Search results
Results From The WOW.Com Content Network
John Tyler Bonner (May 12, 1920 – February 7, 2019) was an American biologist who was a professor in the Department of Ecology and Evolutionary Biology at Princeton University. [1]
The Princeton School of Public and International Affairs (formerly the Woodrow Wilson School of Public and International Affairs) is a professional public policy school at Princeton University. The school provides an array of comprehensive coursework in the fields of international development, foreign policy, science and technology, and ...
The school was founded in 1914 by Dr. John Gale Hun, a professor at Princeton University. Originally called the Princeton Math School, it later changed its name to the Princeton Tutoring School. In 1925, the school acquired both its current name and the property on Edgerstoune Road that makes up its current location.
Lee D. Butler College is one of the seven residential colleges of Princeton University, founded in 1983.It houses about 500 freshmen and sophomores, 100 juniors and seniors, 10 Resident Graduate Students, a faculty member in residence, as well as a small number of upperclass Residential College Advisors.
The Witherspoon Street School for Colored Children educated the African-American children of Princeton, New Jersey from 1858 until the Princeton Public Schools were integrated in 1948. The school was originally located at the building still standing at 184 Witherspoon Street. As enrollment increased it moved, in 1909, to 35 Quarry Street.
The Princeton Review recently released its 2025 list of best colleges, and 26 schools in Massachusetts made the list.. As one of the country's leading education services companies, the Princeton ...
Princeton students embrace a wide variety of traditions from both the past and present. The university is an NCAA Division I school and competes in the Ivy League. The school's athletic team, the Princeton Tigers, has won the most titles in its conference and has sent many students and alumni to the Olympics.
This is a list of the residential colleges of Princeton University.Each contains a "cluster of dormitories, a dining hall, lounges, seminar and study rooms, a library, computing facilities, game and television rooms, and, in some cases, theaters and other spaces for the creative and performing arts."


• _Exercise requirements_
Although the records contain pictures, none belong in the copy: restate word for word only the lines from the one with "I need to know" through the one with "in the image.", both included.

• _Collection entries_
..........

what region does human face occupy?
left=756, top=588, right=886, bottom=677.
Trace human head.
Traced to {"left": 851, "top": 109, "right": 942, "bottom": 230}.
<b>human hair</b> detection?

..........

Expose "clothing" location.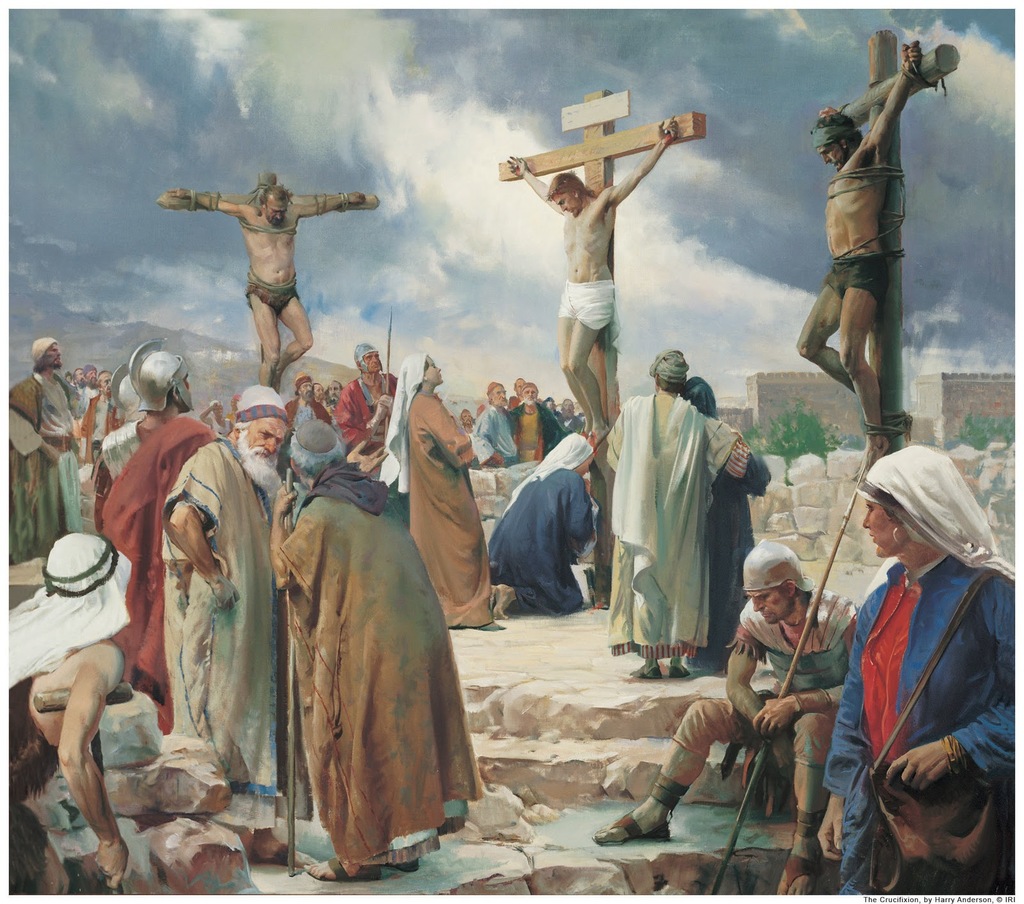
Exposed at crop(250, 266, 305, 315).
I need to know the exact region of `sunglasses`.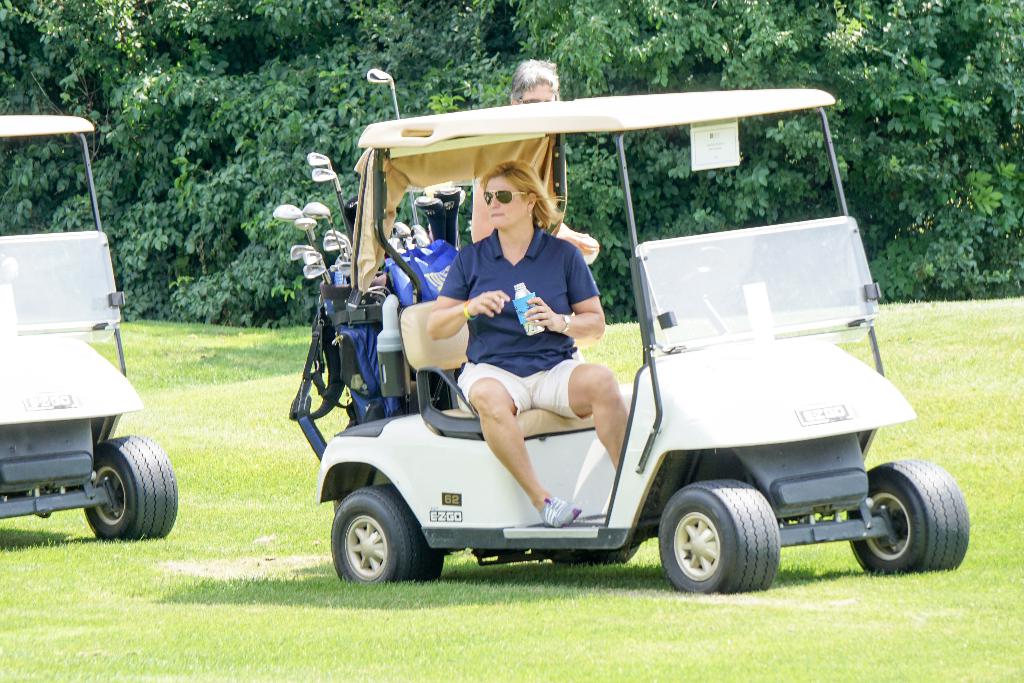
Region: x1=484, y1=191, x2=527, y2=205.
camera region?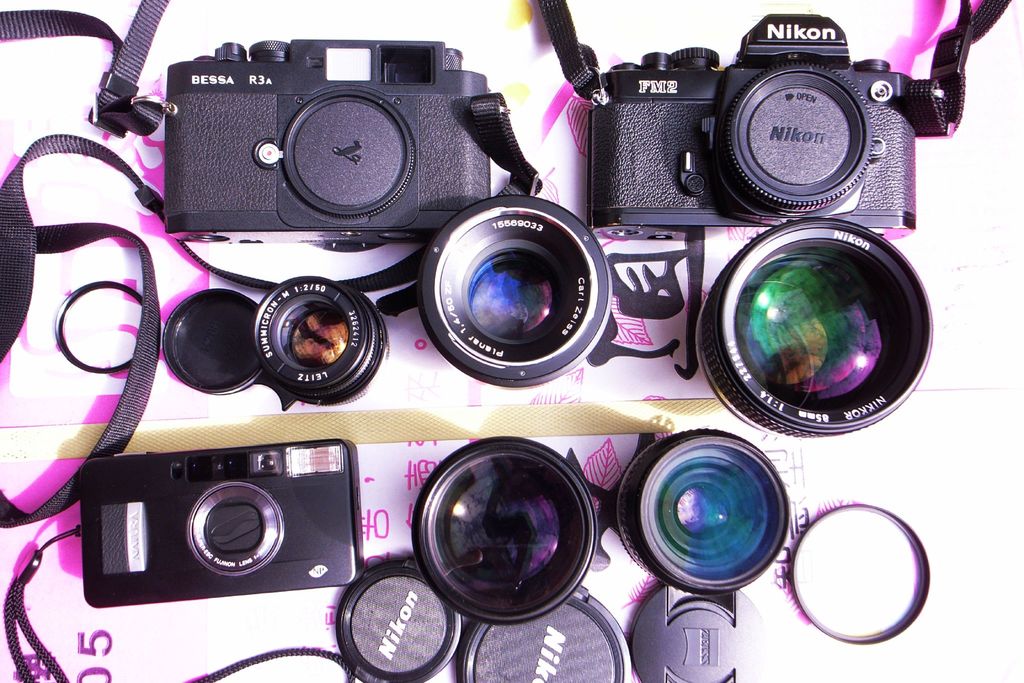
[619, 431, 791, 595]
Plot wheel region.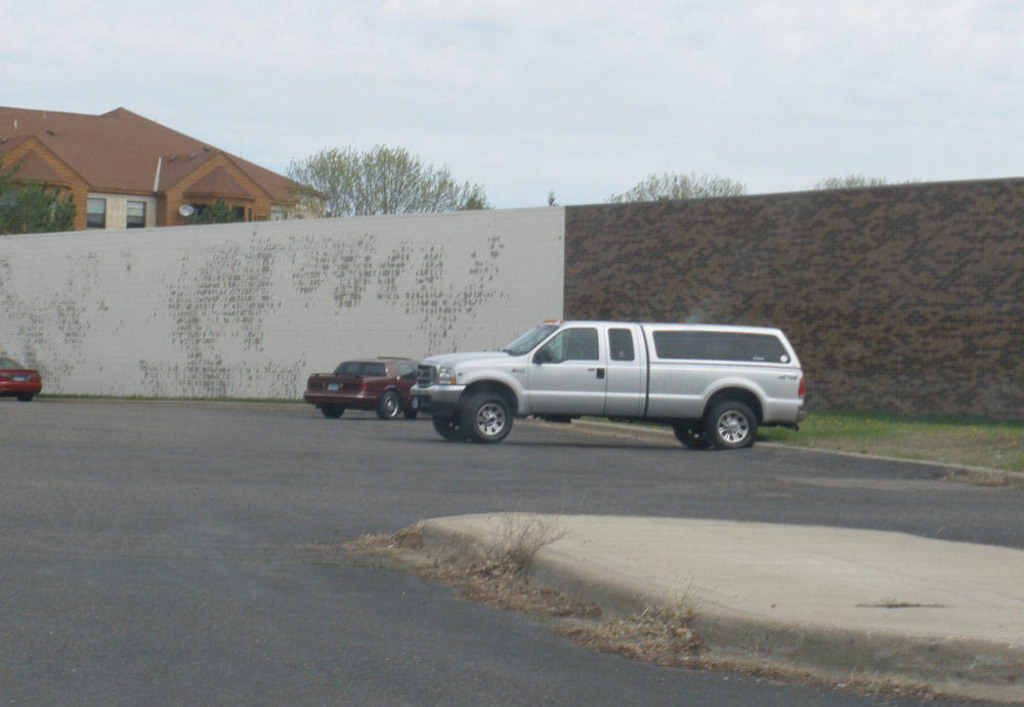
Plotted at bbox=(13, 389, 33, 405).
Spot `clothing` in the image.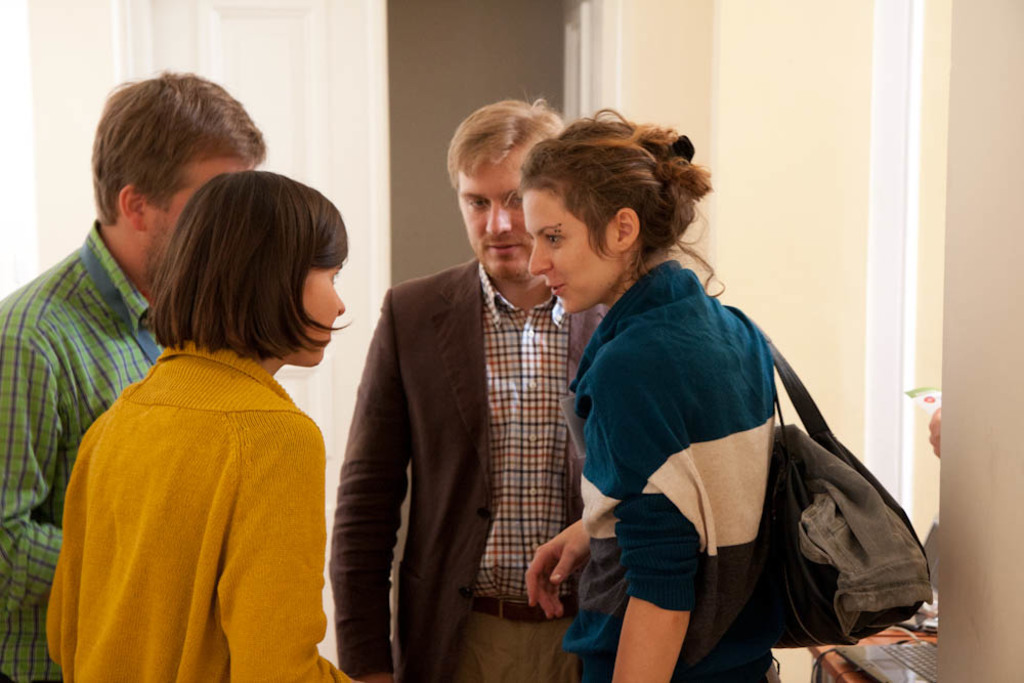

..........

• _Finished task_
I need to know the exact region of `sunglasses`.
Region: x1=484, y1=191, x2=527, y2=205.
camera region?
[619, 431, 791, 595]
Plot wheel region.
Plotted at bbox=(13, 389, 33, 405).
Spot `clothing` in the image.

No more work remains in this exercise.